I kinda enjoyed all the color of the Marigold Hotel, but I don't think I'm up for this next one.




     Django Unchained is Quentin Tarantino’s latest and it’s a shocking, unbelievably bloody variation on the spaghetti westerns of the ‘60s and a great screwball comedy.  Actually, all of his movies have been screwball comedies, but instead of the stakes being about romance, they’re about desperate survival.  It’s already been controversial because of its questionable language, but this may result in bigger box office.  Specifically, the N word is used over one hundred times, though the two mature black women in front of me did not react as if they were offended.  It was the continual F word repetition that I found objectionable because it didn’t seem of the period, whereas the N word usage, while chafing, is consistent with the historical cultural context.  There have been other objections by Spike Lee and Tavis Smiley, among others.  While I respect their opinions, Tarantino never makes light of slavery and its warping affects upon anyone who came in contact with it. 

Jamie Foxx as Django
     The cast looks authentic from stars to bit players.  I thought the group of trackers looked like an inbred version of a couple of generations of Carradines and then a couple of seconds later I saw Robert Carradine and laughed at the appropriateness.  Jamie Foxx has his best part since Ray and he races with it.  Like Marigold Hotel, this movie focuses on a character’s search for identity (Django’s) after being freed from the culture in which he was raised and Foxx tries on a number of different personae as that former slave searching

Christoph Waltz and Jamie Foxx
with Christoph Waltz’s German dentist/bounty hunter for his wife (Kerry Washington).  Waltz’s character is almost angelic in his Teutonic motivation to assist Django, but he has no qualms about shooting criminals and we never see him bring in any alive.  Leonardo DiCaprio as the creepy, entrancing

Leonardo DiCaprio
plantation owner with a passion for Mandingo matches (male slaves wrestling each other to death) and Samuel L. Jackson as his head house slave connect in a Stockholm syndrome relationship that’s almost as disquieting as the amount of blood that is shed, exploded, splattered, and wiped across the screen.  Don’t say I didn’t warn you.  When Jackson’s
Samuel L. Jackson
as the Head House Slave
character and Laura Cayouette as DiCaprio’s older sister were dispatched, there was cheering in the theater.  Tarantino doesn’t miss that DiCaprio and, earlier, Don Johnson’s Big Daddy are the real villains, but their ends are not as compelling or funny.
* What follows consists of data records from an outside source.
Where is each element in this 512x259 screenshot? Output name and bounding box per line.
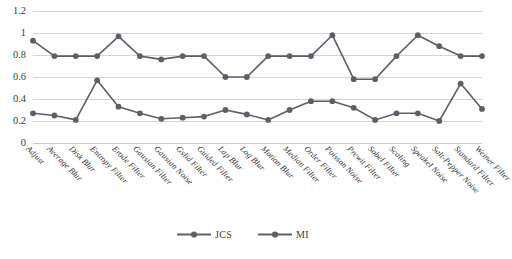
data-point[interactable] [244,74,250,80]
data-point[interactable] [94,77,100,83]
y-axis-tick-label: 0.4 [13,94,26,105]
data-point[interactable] [73,117,79,123]
legend-entry-jcs[interactable]: JCS [177,229,232,240]
data-point[interactable] [458,53,464,59]
data-point[interactable] [479,106,485,112]
legend-marker-jcs [177,229,211,240]
data-point[interactable] [394,110,400,116]
data-point[interactable] [94,53,100,59]
data-point[interactable] [287,107,293,113]
data-point[interactable] [329,98,335,104]
plot-area [33,11,482,143]
legend-entry-mi[interactable]: MI [258,229,309,240]
data-point[interactable] [201,114,207,120]
data-point[interactable] [372,117,378,123]
data-point[interactable] [415,32,421,38]
legend-marker-mi [258,229,292,240]
series-mi [30,77,485,124]
data-point[interactable] [30,38,36,44]
data-point[interactable] [458,81,464,87]
data-point[interactable] [51,53,57,59]
data-point[interactable] [73,53,79,59]
series-layer [33,11,482,143]
data-point[interactable] [137,53,143,59]
data-point[interactable] [265,53,271,59]
data-point[interactable] [287,53,293,59]
data-point[interactable] [351,76,357,82]
data-point[interactable] [116,104,122,110]
y-axis-tick-label: 0.6 [13,72,26,83]
series-line [33,35,482,79]
data-point[interactable] [479,53,485,59]
data-point[interactable] [308,98,314,104]
series-jcs [30,32,485,82]
y-axis-tick-label: 0.8 [13,50,26,61]
data-point[interactable] [329,32,335,38]
data-point[interactable] [415,110,421,116]
x-axis-labels: AdjustAverage BlurDisk BlurEntropy Filte… [33,145,482,217]
data-point[interactable] [351,105,357,111]
legend-label-mi: MI [296,229,309,240]
data-point[interactable] [223,74,229,80]
y-axis-tick-label: 1.2 [13,6,26,17]
data-point[interactable] [51,113,57,119]
chart-legend: JCS MI [0,222,486,246]
data-point[interactable] [244,112,250,118]
data-point[interactable] [158,57,164,63]
x-axis-tick-label: Adjust [24,145,46,167]
data-point[interactable] [436,43,442,49]
data-point[interactable] [394,53,400,59]
data-point[interactable] [180,53,186,59]
data-point[interactable] [180,115,186,121]
data-point[interactable] [30,110,36,116]
data-point[interactable] [308,53,314,59]
y-axis-tick-label: 0 [21,138,26,149]
series-line [33,80,482,121]
y-axis: 00.20.40.60.811.2 [0,11,30,143]
data-point[interactable] [223,107,229,113]
data-point[interactable] [372,76,378,82]
data-point[interactable] [116,33,122,39]
y-axis-tick-label: 1 [21,28,26,39]
data-point[interactable] [265,117,271,123]
data-point[interactable] [137,110,143,116]
legend-label-jcs: JCS [215,229,232,240]
data-point[interactable] [158,116,164,122]
y-axis-tick-label: 0.2 [13,116,26,127]
data-point[interactable] [201,53,207,59]
data-point[interactable] [436,118,442,124]
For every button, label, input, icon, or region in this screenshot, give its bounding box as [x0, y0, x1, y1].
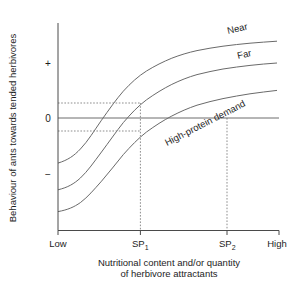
x-tick-label-sp2-base: SP: [219, 238, 232, 249]
y-tick-label-minus: −: [45, 169, 51, 180]
curve-label-high-protein-demand: High-protein demand: [163, 98, 247, 148]
chart-plot-area: Low SP1 SP2 High + 0 − Near Far High-pro…: [0, 0, 300, 290]
x-tick-label-sp2-subscript: 2: [232, 244, 236, 251]
curve-label-far: Far: [236, 47, 252, 61]
x-tick-label-sp1-subscript: 1: [145, 244, 149, 251]
x-axis-title-line2: of herbivore attractants: [120, 268, 217, 279]
y-tick-label-zero: 0: [45, 113, 51, 124]
y-axis-title: Behaviour of ants towards tended herbivo…: [7, 33, 18, 222]
x-tick-label-high: High: [267, 238, 287, 249]
x-tick-label-sp2: SP2: [219, 238, 236, 251]
curve-far: [58, 63, 277, 190]
chart-figure: Low SP1 SP2 High + 0 − Near Far High-pro…: [0, 0, 300, 290]
x-axis-title-line1: Nutritional content and/or quantity: [98, 257, 240, 268]
x-tick-label-sp1: SP1: [132, 238, 149, 251]
curve-label-near: Near: [226, 21, 249, 36]
y-tick-label-plus: +: [45, 58, 51, 69]
series-far: [58, 63, 277, 190]
x-tick-label-low: Low: [49, 238, 67, 249]
x-tick-label-sp1-base: SP: [132, 238, 145, 249]
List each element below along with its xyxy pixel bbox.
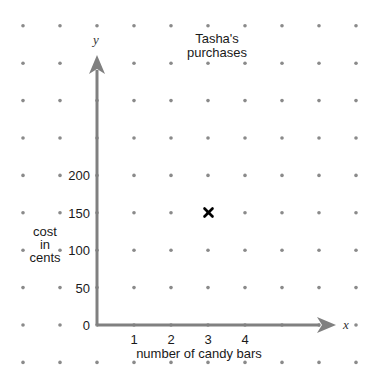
grid-dot	[317, 99, 321, 103]
grid-dot	[243, 248, 247, 252]
y-tick-labels: 050100150200	[68, 168, 90, 333]
grid-dot	[21, 24, 25, 28]
x-marker-icon	[205, 209, 213, 217]
grid-dot	[95, 24, 99, 28]
grid-dot	[354, 136, 358, 140]
grid-dot	[132, 211, 136, 215]
grid-dot	[21, 323, 25, 327]
grid-dot	[58, 99, 62, 103]
x-tick-label: 1	[130, 332, 137, 347]
grid-dot	[354, 211, 358, 215]
grid-dot	[280, 174, 284, 178]
grid-dot	[206, 286, 210, 290]
grid-dot	[21, 286, 25, 290]
grid-dot	[280, 286, 284, 290]
grid-dot	[169, 248, 173, 252]
x-axis	[97, 317, 336, 333]
grid-dot	[206, 24, 210, 28]
grid-dot	[58, 211, 62, 215]
grid-dot	[21, 361, 25, 365]
grid-dot	[206, 61, 210, 65]
x-tick-label: 2	[167, 332, 174, 347]
grid-dot	[280, 361, 284, 365]
chart-title-line-2: purchases	[187, 45, 247, 60]
grid-dot	[317, 286, 321, 290]
x-tick-label: 3	[204, 332, 211, 347]
grid-dot	[21, 136, 25, 140]
grid-dot	[21, 211, 25, 215]
grid-dot	[317, 24, 321, 28]
grid-dot	[317, 61, 321, 65]
grid-dot	[206, 136, 210, 140]
grid-dot	[354, 61, 358, 65]
grid-dot	[169, 24, 173, 28]
grid-dot	[169, 361, 173, 365]
grid-dot	[58, 361, 62, 365]
grid-dot	[243, 361, 247, 365]
grid-dot	[21, 174, 25, 178]
y-tick-label: 150	[68, 206, 90, 221]
grid-dot	[354, 286, 358, 290]
x-tick-label: 4	[241, 332, 248, 347]
grid-dot	[280, 136, 284, 140]
x-tick-labels: 1234	[130, 332, 248, 347]
grid-dot	[132, 99, 136, 103]
grid-dot	[317, 211, 321, 215]
grid-dot	[280, 61, 284, 65]
grid-dot	[169, 99, 173, 103]
grid-dot	[169, 136, 173, 140]
grid-dot	[243, 99, 247, 103]
grid-dot	[132, 136, 136, 140]
grid-dot	[354, 323, 358, 327]
y-tick-label: 200	[68, 168, 90, 183]
chart-title-line-1: Tasha's	[195, 31, 239, 46]
grid-dot	[243, 61, 247, 65]
grid-dot	[317, 361, 321, 365]
x-axis-label: number of candy bars	[136, 346, 262, 361]
chart-canvas: y x Tasha's purchases 050100150200 1234 …	[0, 0, 380, 380]
grid-dot	[317, 248, 321, 252]
x-axis-letter: x	[342, 317, 349, 332]
grid-dot	[132, 174, 136, 178]
grid-dot	[354, 99, 358, 103]
grid-dot	[132, 24, 136, 28]
grid-dot	[58, 323, 62, 327]
grid-dot	[206, 174, 210, 178]
grid-dot	[243, 286, 247, 290]
y-tick-label: 100	[68, 243, 90, 258]
grid-dot	[132, 61, 136, 65]
grid-dot	[58, 61, 62, 65]
grid-dot	[206, 99, 210, 103]
grid-dot	[206, 361, 210, 365]
grid-dot	[21, 248, 25, 252]
grid-dot	[21, 99, 25, 103]
data-points	[205, 209, 213, 217]
grid-dot	[132, 248, 136, 252]
grid-dot	[354, 24, 358, 28]
grid-dot	[280, 24, 284, 28]
dot-grid	[21, 24, 358, 364]
grid-dot	[354, 174, 358, 178]
y-tick-label: 0	[83, 318, 90, 333]
grid-dot	[317, 174, 321, 178]
y-tick-label: 50	[76, 281, 90, 296]
grid-dot	[243, 136, 247, 140]
grid-dot	[354, 248, 358, 252]
grid-dot	[206, 248, 210, 252]
grid-dot	[169, 211, 173, 215]
y-axis	[89, 55, 105, 325]
grid-dot	[169, 61, 173, 65]
grid-dot	[58, 136, 62, 140]
grid-dot	[280, 211, 284, 215]
grid-dot	[58, 286, 62, 290]
grid-dot	[132, 361, 136, 365]
grid-dot	[21, 61, 25, 65]
grid-dot	[169, 286, 173, 290]
grid-dot	[243, 211, 247, 215]
grid-dot	[317, 136, 321, 140]
grid-dot	[58, 24, 62, 28]
grid-dot	[280, 99, 284, 103]
grid-dot	[132, 286, 136, 290]
grid-dot	[354, 361, 358, 365]
y-axis-letter: y	[91, 32, 99, 47]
     Yes, the violence is shocking and perverse and funny just like it was in Inglourious Basterds, but that dealt with American Jewish heroes battling Nazis far away in Europe; this is about Americans (and one German) battling one another and it’s far more dangerous politically.  Django comments significantly (and this is a paraphrase) that he knows how America is with violence because he’s been raised with it and implies that the dentist is naïve in comparison.  Tarantino knows how Americans are thrilled and repelled by violence and he shows the terrible price that must be paid for both retribution (Basterds) and freedom (Django).  However, a recurring motif in his work is that people that cannot communicate with those from another group, either through language or cultural respect and understanding, will eventually lose to those that can.
          
     While the pundits wring their hands and rebuke, we must remember that Tarantino is the only major American white director to consistently utilize ethnically diverse casts.  He refuses to portray blacks in this or Jews in Inglourious Basterds as victims; they stand up, fight, and suffer the triumphs and tragedies.  Unfortunately, there aren’t any great parts for women in Django; this is a shame since Uma Thurman, Pam Grier, Rose MacGowan, Rosario Dawson, Mélanie Laurent, and Diane Kruger have shone in his earlier movies.  With this mature, commercial entertainment, Tarantino simultaneously confronts the Left that doesn’t want anything portraying disenfranchised group without compassion and sensitivity and the Right that doesn’t want anything that details the racial anguish inherent in American history and culture.